Leta & Vivan in 1914 |
Although she was only about 31 years old when she and Ralph divorced and her second husband Albert Mohr, was only about 40 years old, she had no other children.
This would hypothetically enable her to focus all of her motherly attention on Vivian and Dale. However, there is conflicting information about that.
“She never really knew she had a daughter,” her son-in-law Ed told me. Everyone in the family knew they didn’t really get along. He was never specifically hostile to her, but cool, more a respectful dislike. He recognized that she was his wife’s mother, but when it came to how his wife was treated as a child, he was a bit unforgiving. While Vivian was in high school and for many years after, she seems to have little direct relationship with her mother.
Vivian and Ed married in 1936 during the Depression. At the time, she was living with her father and grandmother. (After divorcing from Leta, Ralph moved in with his parents and lived with them until their deaths.) Ida Chetister, my great-great grandmother, supervised Vivian, and while she did not disapprove of Vivian’s dating Ed, she did nag a bit that her granddaughter was a drain on his meager financial resources. This is what Ed remembered.

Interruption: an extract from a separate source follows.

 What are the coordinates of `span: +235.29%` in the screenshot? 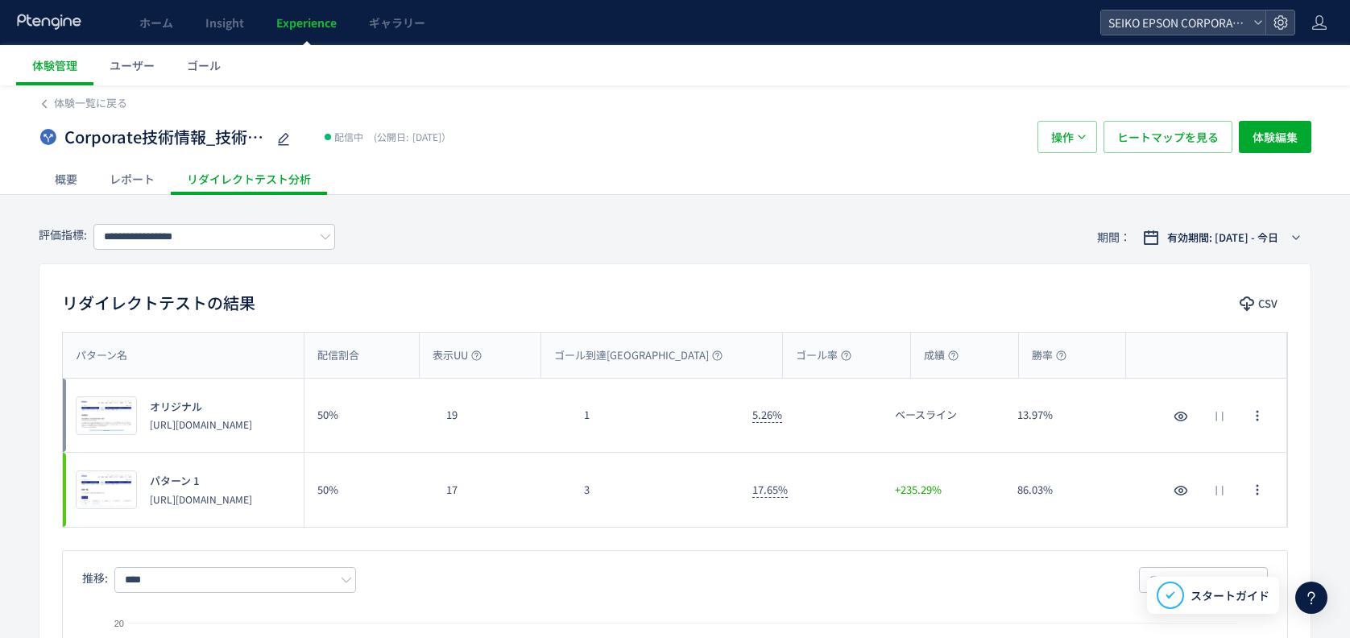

Leta & Vivan (ninth grade) |
Vivian’s elementary school report cards from second to ninth grade tell a different story. They are all signed by Leta, except one, which was signed by Albert Mohr. This indicates that Leta most likely raised her children until at least sometime during her marriage to Freeman (husband number 3). When Albert Mohr was shot in 1927, her son Dale was a witness and is quoted in the newspaper story of the incident as saying, “You shot Daddy!” So it seems that Vivian and Dale seem to have lived with their mother throughout their childhood, or at least until Vivian was in high school.
Even when they were adults and independent, she seems to have spent quite a bit of time with them, particularly Vivian. During World War II, while Ed was employed by the military and gone and their son Don was a very small child, Vivian and Don lived with Leta and her husband Bob Fields. In fact, one of Don’s earliest memories, at about age four, is that every Friday night, they would go to a local bar for a few beers, and he was able to drink all the root beer he wanted.